It turns out remote workers enjoy living in medium- to high-density city neighbourhoods as much as everyone else. That’s the finding from a recent review of US income, telework and residency data.
The study was conducted by US-based economic geographers Leah Brooks, Philip Hoxie and Stan Veuger. It compared US census data from over 186,000 census areas across 902 metropolitan areas in the country.
Pure economic theory on the rational-actor model might suggest remote workers would choose areas of cheaper housing further away from the city centre, given there is no need to commute. Regional and rural areas might also be more popular among remote workers.
This folk theory of remote work was not borne out in the census data. Remote workers, in the US at least, tend to live in denser neighbourhoods.
This is not just a result of white-collar professions involving more telework than labouring and service jobs, and employees in these professions having more means to live in the inner city.
In fact, the relationship held up even with income quartiles.

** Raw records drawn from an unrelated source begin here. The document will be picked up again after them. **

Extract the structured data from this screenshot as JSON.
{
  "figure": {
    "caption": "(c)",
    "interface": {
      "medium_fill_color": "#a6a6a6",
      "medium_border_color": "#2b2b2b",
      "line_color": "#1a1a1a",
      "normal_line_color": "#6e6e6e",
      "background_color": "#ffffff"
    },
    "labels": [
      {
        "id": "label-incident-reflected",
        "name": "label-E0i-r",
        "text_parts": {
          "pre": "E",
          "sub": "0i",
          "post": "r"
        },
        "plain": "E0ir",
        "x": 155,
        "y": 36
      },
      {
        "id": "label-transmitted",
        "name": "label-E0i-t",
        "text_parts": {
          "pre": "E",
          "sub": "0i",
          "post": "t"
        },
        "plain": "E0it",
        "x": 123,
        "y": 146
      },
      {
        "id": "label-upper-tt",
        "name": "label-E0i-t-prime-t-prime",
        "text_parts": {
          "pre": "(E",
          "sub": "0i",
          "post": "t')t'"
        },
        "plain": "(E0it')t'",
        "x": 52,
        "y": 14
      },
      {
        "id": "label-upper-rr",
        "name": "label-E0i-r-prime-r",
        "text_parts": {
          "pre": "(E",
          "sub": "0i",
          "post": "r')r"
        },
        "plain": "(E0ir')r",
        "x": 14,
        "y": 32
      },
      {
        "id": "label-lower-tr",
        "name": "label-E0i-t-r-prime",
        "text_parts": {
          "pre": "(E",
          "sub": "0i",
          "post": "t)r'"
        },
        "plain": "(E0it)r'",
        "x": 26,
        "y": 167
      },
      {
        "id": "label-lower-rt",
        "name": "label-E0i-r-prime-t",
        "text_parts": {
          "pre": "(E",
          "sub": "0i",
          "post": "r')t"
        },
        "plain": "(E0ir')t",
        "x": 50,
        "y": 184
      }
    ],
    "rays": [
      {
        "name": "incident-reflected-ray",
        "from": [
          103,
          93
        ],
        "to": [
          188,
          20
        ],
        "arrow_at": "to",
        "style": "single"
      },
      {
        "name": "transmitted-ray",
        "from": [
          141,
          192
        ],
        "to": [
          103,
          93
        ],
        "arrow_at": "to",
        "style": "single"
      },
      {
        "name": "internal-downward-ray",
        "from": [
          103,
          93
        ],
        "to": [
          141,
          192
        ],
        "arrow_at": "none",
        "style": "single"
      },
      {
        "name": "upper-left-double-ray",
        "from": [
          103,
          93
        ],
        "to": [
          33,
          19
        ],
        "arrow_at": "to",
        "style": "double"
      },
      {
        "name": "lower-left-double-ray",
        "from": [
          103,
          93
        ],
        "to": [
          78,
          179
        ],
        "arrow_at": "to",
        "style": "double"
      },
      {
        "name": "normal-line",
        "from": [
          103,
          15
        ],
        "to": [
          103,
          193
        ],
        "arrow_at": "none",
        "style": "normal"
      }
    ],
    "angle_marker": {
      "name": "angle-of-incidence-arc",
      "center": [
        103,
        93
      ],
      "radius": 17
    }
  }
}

That is, even when counting only workers within the same income bracket, denser neighbourhoods contained more remote workers.
Armed this information, the study authors logically enough attributed the findings to “the complementarity between leisure and amenities such as restaurants, theatres, and museums, that are oftentimes located in denser places” and the fact that “if workers telework frequently, they might place a higher value on interactions outside the workplace,” and thus wish to live in more social environments.
The long and the short: people working on their own at home often like to live around people. It only makes sense. And it only underscores the pressing need for a boom in higher-density housing in inner cities.
Article images courtesy of @sigmund via Unsplash.